> Of course you're happy as the reviewer. I would be too if I could criticize completely anonymously and have it counted. Me as the reviewee? Not so much.
I would support double blind reviews in both roles. I don’t think it’s fair to evaluate a manuscript on the authors line up. I think it’s irrelevant and encourages arse-kissing to get big names on papers and reviewers that are too deferential or combative just because of their personal history with one of the authors. I don’t think it is healthy or productive, even when I am one of the authors.
What is your perspective, why would you not like it?
I'm a toss up between blind reviews. I like them in theory but I'm not convinced they work well in practice and at scale I think weird things happen.
Review works well at small scales because people are more passionate about the work than the money or career, though those matter. There's better accountability in smaller communities because they're more reliant. But blind is often a farce there since you recognize one anothers writings, subtopics, niche, whatever.
At scale review sucks because there is no accountability. Venues need to reject on percentage of submissions, not on the quality of work that year. It's insane it's a zero sum game. And at scale everyone is over burdened and quality control goes down, so malicious/lazy reviewers are even incentivized since they gain time for being lazy, they have less scrutiny when rejecting, and they increase the likelihood of their work being admitted when doing do (I mean every work can be legitimately criticized, so a reject is ALWAYS defendable, even if seen as harsh. This isn't true for accepts). But also at scale, blind is weird. It exists for small labs but not for big ones.
So I don't know. I think many forgot the point of review. That we should all be on the same team (team science), and competition should be friendly. That reviews should leave the authors feeling like they know what they can improve on not like a review read a different paper or just read one figure (and wrong), and just dismissed (that's not a review). And that wastes lots of time and money as well as increases the problem as papers get recycled through the slot machine.
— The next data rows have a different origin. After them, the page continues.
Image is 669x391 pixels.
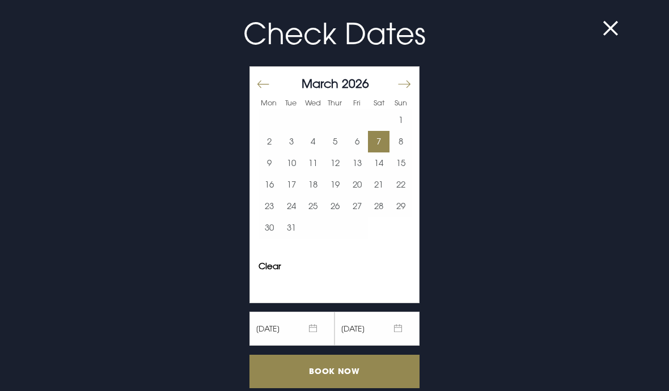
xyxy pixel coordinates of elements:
td: Choose Tuesday, March 17, 2026 as your end date. [281,174,303,196]
td: Choose Wednesday, March 25, 2026 as your end date. [302,196,325,217]
button: 16 [259,174,281,196]
td: Choose Tuesday, March 31, 2026 as your end date. [281,217,303,239]
td: Selected. Saturday, March 7, 2026 [368,131,390,153]
button: 13 [346,153,368,174]
button: 7 [368,131,390,153]
span: [DATE] [335,312,420,346]
button: 21 [368,174,390,196]
button: 28 [368,196,390,217]
td: Choose Tuesday, March 10, 2026 as your end date. [281,153,303,174]
button: 17 [281,174,303,196]
button: 24 [281,196,303,217]
td: Choose Wednesday, March 11, 2026 as your end date. [302,153,325,174]
td: Choose Thursday, March 19, 2026 as your end date. [325,174,347,196]
button: 26 [325,196,347,217]
button: 25 [302,196,325,217]
span: 2026 [342,76,369,91]
span: March [302,76,339,91]
td: Choose Sunday, March 22, 2026 as your end date. [390,174,412,196]
button: 3 [281,131,303,153]
button: 31 [281,217,303,239]
td: Choose Friday, March 13, 2026 as your end date. [346,153,368,174]
button: 29 [390,196,412,217]
input: Book Now [250,355,420,389]
button: 2 [259,131,281,153]
td: Choose Sunday, March 8, 2026 as your end date. [390,131,412,153]
button: 11 [302,153,325,174]
td: Choose Saturday, March 14, 2026 as your end date. [368,153,390,174]
td: Choose Friday, March 20, 2026 as your end date. [346,174,368,196]
button: 18 [302,174,325,196]
td: Choose Saturday, March 21, 2026 as your end date. [368,174,390,196]
td: Choose Monday, March 9, 2026 as your end date. [259,153,281,174]
td: Choose Friday, March 27, 2026 as your end date. [346,196,368,217]
button: 19 [325,174,347,196]
button: Move backward to switch to the previous month. [257,73,271,96]
td: Choose Wednesday, March 4, 2026 as your end date. [302,131,325,153]
td: Choose Wednesday, March 18, 2026 as your end date. [302,174,325,196]
span: [DATE] [250,312,335,346]
td: Choose Sunday, March 29, 2026 as your end date. [390,196,412,217]
button: 27 [346,196,368,217]
button: 10 [281,153,303,174]
button: Clear [259,262,281,271]
td: Choose Thursday, March 5, 2026 as your end date. [325,131,347,153]
button: 8 [390,131,412,153]
td: Choose Monday, March 30, 2026 as your end date. [259,217,281,239]
td: Choose Monday, March 16, 2026 as your end date. [259,174,281,196]
button: Move forward to switch to the next month. [397,73,411,96]
button: 12 [325,153,347,174]
button: 9 [259,153,281,174]
button: 15 [390,153,412,174]
td: Choose Sunday, March 15, 2026 as your end date. [390,153,412,174]
td: Choose Monday, March 23, 2026 as your end date. [259,196,281,217]
button: 14 [368,153,390,174]
button: 1 [390,109,412,131]
td: Choose Thursday, March 12, 2026 as your end date. [325,153,347,174]
td: Choose Monday, March 2, 2026 as your end date. [259,131,281,153]
td: Choose Tuesday, March 24, 2026 as your end date. [281,196,303,217]
td: Choose Tuesday, March 3, 2026 as your end date. [281,131,303,153]
button: 23 [259,196,281,217]
button: 22 [390,174,412,196]
td: Choose Friday, March 6, 2026 as your end date. [346,131,368,153]
p: Check Dates [65,12,605,56]
td: Choose Sunday, March 1, 2026 as your end date. [390,109,412,131]
button: 30 [259,217,281,239]
td: Choose Thursday, March 26, 2026 as your end date. [325,196,347,217]
button: 5 [325,131,347,153]
button: 20 [346,174,368,196]
button: 6 [346,131,368,153]
td: Choose Saturday, March 28, 2026 as your end date. [368,196,390,217]
button: 4 [302,131,325,153]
So I don't know. But I do know the point of publishing is to communicate with peers. And this can be done by open punishing. Sure, this might make the signal of citations and number of papers noisier, but I think it's already pretty noisy even if we don't want to admit it. And maybe it's not a bad thing for those to be noisy. I think we rely too heavily on them currently. Maybe if it was clearer that noise existed we could be more nuanced in our evaluations, which is what's frequently lacking these days. Who knows. But I do know the system today is not one I want to continue being in and this sentiment is far from uncommon. So something needs to happen.
Ask yourself why juries and prosecutors and judges and police are not anonymous but voting is.
> What is your perspective, why would you not like it?
Authors should be hidden from reviewers. Reviewers should be made known to authors. Why?
When some reviewer dings me because he/she doesn't understand a fundamental concept, or some technical detail, or because I didn't cite their work, I should be able to have some/any recourse. Right now these people are completely shielded by anonymity.
> Ask yourself why juries and prosecutors and judges and police are not anonymous but voting is.
Jurors are anonymous when it’s needed, for the same reasons voting is secret: to avoid coercion, blackmail, and retribution. We should want to keep reviewers anonymous for the same reasons. Prosecutors and judges are not, of course. And I don’t need to ask myself, all of this is obvious.
> Authors should be hidden from reviewers.
So we…half agree? As I said, think it would be much healthier to have double blind reviews, because what’s being reviewed is the work and not the authors.
> Why? When some reviewer dings me because he/she doesn't understand a fundamental concept, or some technical detail, or because I didn't cite their work, I should be able to have some/any recourse. Right now these people are completely shielded by anonymity.
And for good reasons. When I reviewed a paper from a big lab as a post-doc, it would have been impossible to do it properly if I had to fear the professor’s retaliation. Anonymity is a shield to avoid direct confrontation.
Rogue or stubborn reviewers are why we need more than one of them and editor discretion. The editors are not stupid, they know these patterns.
It's pointless debating people that benefit from the current system. All I'll say I'm glad I graduated and went into industry so I never have to deal another review again.
I would support double blind reviews in both roles. I don’t think it’s fair to evaluate a manuscript on the authors line up. I think it’s irrelevant and encourages arse-kissing to get big names on papers and reviewers that are too deferential or combative just because of their personal history with one of the authors. I don’t think it is healthy or productive, even when I am one of the authors.
What is your perspective, why would you not like it?